An investigation by the UN Joint Human Rights Office in the DRC found
that the Raia Mutomboki and their allies the Mai Mai Kifuafua
“arbitrarily executed” at least 246 civilians in Masisi between April
and September 2012.
On 14 November, the Jesuit Refugee Service called for “increased
attention to be urgently provided by the international community, one
which answers the pleas for security and humanitarian aid and pushes
Congolese political, civil and military authorities to guarantee the
protection of these populations [in Masisi]. Otherwise free reign will
continue to be given to militias responsible for the killing of innocent
children, women and men.”
ICG’s Vircoulon and Stearns comment that M23 has bought its alliances with money and they may not last.
The FARDC in September announced a plan to integrate several armed
groups into its forces but so far only the Nyatura, an ethnic Hutu
militia, have joined in large numbers (perhaps 400).
Despite the evidence of war crimes committed by M23,
and by its leaders when they were in the CNDP several (non-Tutsi)
residents of Goma told IRIN they thought M23 treats the general
population no worse than the army does and that they shared the group’s
espoused aim of decentralizing government, as stipulated in the DRC
constitution.
In the Kivu provinces, there is a suspicion among several people IRIN
interviewed that the M23 also has tacit support from many senior army
officers. About a quarter of the army’s top ranks in the Kivus were made
up of former CNDP officers. According to Stearns, about half of these
have joined M23. Some of the others may be sympathizers.

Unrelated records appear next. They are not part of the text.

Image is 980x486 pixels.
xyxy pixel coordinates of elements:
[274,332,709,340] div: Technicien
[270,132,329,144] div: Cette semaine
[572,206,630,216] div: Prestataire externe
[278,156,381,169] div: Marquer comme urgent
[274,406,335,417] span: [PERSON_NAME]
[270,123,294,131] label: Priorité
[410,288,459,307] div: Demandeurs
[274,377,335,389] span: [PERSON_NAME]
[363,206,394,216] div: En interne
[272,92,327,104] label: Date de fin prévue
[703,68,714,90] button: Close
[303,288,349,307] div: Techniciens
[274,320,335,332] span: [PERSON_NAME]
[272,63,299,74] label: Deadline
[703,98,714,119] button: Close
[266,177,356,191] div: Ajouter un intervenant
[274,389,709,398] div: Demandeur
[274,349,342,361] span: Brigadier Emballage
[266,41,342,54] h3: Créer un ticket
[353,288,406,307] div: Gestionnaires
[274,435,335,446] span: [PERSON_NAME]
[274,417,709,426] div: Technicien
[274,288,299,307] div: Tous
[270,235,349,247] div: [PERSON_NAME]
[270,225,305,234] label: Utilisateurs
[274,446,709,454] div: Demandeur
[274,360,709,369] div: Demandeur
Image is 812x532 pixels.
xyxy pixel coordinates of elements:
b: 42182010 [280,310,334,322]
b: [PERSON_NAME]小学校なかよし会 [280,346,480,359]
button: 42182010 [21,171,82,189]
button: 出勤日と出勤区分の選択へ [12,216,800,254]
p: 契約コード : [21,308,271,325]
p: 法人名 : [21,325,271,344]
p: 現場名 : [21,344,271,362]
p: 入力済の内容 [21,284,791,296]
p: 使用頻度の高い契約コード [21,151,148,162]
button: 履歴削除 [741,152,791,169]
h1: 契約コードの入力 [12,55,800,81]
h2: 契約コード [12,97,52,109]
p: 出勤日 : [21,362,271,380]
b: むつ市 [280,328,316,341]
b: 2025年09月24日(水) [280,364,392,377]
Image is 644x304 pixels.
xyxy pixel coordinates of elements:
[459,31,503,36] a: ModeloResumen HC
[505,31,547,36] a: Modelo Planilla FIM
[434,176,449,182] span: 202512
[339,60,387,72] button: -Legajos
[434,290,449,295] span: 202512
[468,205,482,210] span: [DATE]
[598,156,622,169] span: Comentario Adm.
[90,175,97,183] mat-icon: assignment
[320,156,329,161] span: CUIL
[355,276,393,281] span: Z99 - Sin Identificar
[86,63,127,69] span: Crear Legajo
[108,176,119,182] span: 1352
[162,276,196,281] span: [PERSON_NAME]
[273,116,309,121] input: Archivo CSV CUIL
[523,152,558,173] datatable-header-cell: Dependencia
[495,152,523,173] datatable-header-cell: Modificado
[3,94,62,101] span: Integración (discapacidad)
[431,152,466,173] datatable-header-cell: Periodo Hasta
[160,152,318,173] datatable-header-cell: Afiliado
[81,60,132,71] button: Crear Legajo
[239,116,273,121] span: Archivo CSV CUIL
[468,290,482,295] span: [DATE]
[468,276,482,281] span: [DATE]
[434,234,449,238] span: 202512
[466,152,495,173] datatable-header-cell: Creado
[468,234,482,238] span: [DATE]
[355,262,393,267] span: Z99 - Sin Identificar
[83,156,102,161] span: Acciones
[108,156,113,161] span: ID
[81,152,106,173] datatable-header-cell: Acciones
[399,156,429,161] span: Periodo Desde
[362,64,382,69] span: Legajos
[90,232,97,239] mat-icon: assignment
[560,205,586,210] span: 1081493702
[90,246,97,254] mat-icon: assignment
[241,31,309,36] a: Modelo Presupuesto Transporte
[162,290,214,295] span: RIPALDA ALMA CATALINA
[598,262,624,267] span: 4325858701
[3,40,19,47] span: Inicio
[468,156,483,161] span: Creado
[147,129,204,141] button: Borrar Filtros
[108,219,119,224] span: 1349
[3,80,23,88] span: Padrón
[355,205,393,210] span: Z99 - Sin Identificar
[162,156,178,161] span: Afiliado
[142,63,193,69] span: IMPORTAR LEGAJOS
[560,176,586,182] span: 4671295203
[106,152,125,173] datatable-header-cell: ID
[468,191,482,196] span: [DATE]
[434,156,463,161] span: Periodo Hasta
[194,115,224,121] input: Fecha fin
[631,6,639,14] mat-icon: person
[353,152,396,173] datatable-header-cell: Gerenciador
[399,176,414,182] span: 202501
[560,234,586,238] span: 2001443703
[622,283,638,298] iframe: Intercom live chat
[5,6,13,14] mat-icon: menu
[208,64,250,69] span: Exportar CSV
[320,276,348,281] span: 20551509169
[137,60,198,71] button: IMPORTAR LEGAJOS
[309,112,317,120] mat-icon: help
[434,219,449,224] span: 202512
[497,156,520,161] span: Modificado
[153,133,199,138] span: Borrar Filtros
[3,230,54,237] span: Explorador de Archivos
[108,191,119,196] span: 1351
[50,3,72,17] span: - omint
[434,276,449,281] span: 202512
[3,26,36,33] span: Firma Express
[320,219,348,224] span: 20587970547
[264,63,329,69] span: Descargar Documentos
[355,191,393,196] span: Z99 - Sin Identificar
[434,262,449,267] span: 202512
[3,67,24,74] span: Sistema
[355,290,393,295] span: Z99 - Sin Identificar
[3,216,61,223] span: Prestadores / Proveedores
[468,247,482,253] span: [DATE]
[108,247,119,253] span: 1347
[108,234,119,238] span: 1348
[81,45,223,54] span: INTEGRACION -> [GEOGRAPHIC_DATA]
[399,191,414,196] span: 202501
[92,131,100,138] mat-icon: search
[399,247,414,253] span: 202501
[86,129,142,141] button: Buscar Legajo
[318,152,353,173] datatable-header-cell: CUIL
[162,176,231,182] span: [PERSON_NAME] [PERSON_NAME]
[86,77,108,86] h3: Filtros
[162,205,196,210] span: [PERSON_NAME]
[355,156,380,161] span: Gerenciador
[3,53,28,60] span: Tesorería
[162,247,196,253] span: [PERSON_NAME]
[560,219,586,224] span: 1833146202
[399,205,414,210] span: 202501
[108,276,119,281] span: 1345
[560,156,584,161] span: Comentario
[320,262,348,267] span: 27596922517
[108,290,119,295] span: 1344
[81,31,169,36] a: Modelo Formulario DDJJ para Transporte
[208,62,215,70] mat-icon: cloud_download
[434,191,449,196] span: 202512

How could the rebellion be brought to an end?
The UN Security Council has threatened sanctions against those backing
M23 with arms, and Rwanda has already seen some cuts to overseas aid as a
result of its alleged support for the group. The DRC government is
lobbying for such pressure to be ramped up. Stearns argues, however,
that even with increased pressure, a negotiated settlement will have to
include a partial reintegration of the M23 into the army.
Stearns and the ICG agree that the regional proposal for a “neutral force”

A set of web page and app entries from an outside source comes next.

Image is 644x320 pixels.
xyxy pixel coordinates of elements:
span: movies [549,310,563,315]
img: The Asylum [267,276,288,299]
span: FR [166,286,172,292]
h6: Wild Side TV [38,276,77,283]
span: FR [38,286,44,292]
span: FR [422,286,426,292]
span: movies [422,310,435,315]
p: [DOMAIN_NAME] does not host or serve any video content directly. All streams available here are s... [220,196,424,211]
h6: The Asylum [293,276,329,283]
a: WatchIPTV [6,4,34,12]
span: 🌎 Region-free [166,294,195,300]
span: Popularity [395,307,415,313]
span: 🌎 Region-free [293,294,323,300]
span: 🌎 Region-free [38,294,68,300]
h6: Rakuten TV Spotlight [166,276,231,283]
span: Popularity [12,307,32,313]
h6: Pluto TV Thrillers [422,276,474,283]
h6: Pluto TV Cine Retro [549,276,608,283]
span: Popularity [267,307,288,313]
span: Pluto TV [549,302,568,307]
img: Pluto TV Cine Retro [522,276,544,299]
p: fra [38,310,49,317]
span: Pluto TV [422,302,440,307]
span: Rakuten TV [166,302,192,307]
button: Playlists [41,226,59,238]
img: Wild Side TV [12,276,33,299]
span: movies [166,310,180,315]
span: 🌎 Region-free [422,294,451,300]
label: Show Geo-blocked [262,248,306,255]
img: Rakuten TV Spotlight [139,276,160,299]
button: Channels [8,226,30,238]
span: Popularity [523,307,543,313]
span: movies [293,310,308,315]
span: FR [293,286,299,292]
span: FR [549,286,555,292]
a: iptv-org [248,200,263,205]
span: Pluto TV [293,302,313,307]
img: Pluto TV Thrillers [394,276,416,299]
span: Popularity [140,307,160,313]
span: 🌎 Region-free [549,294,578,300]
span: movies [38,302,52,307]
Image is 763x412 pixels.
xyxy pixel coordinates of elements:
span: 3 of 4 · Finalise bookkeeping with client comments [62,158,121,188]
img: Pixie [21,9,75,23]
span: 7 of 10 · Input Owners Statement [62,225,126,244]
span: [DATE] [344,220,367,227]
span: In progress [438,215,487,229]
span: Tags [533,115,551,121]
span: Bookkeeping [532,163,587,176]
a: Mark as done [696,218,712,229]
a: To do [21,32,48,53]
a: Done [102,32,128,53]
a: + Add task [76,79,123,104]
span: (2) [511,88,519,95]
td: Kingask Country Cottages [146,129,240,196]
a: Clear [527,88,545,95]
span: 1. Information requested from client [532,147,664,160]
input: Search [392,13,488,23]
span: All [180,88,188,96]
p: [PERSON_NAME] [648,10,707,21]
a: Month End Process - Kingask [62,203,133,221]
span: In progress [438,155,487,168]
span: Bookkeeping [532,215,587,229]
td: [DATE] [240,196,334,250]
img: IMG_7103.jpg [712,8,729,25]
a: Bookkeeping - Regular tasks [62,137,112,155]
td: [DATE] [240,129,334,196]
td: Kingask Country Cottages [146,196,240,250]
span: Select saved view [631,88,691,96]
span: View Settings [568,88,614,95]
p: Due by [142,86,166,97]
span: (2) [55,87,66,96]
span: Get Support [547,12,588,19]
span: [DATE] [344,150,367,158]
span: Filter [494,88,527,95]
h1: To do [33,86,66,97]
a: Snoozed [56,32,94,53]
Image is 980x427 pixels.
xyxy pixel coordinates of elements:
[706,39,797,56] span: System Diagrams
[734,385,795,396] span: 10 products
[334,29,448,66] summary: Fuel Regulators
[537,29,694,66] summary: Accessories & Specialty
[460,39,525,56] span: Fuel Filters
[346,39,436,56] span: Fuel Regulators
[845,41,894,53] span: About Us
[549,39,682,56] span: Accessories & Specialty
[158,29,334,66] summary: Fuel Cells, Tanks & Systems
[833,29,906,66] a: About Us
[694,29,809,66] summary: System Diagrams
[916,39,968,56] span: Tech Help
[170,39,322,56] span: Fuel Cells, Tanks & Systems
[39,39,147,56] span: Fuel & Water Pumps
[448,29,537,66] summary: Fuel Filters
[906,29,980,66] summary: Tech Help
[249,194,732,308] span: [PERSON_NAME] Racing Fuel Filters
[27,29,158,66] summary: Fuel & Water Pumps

of 4,000 men to guard the Rwandan/DRC border is a distraction from the
main issue and is unlikely to be funded. They also call for longer-term
governance reforms to underpin a peace settlement.
Local agreements between communities, particularly on land issues, could help assuage Tutsi concerns about their rights - concerns the M23 has used to justify its rebellion.
A Congolese Tutsi ex-politician and landowner Emmanuel Kamanzi recently
ceded 25 hectares of one of his cattle ranches to a community in Masisi
Territory in a deal brokered by UN Habitat which the North Kivu
Federation of Agricultural Producers has recommended as a model for
settling other land conflicts. Kamanzi told IRIN he envisaged more such
deals, and greater collaboration between agriculturalists and cattle
ranchers, who could help the agriculturalists market their products.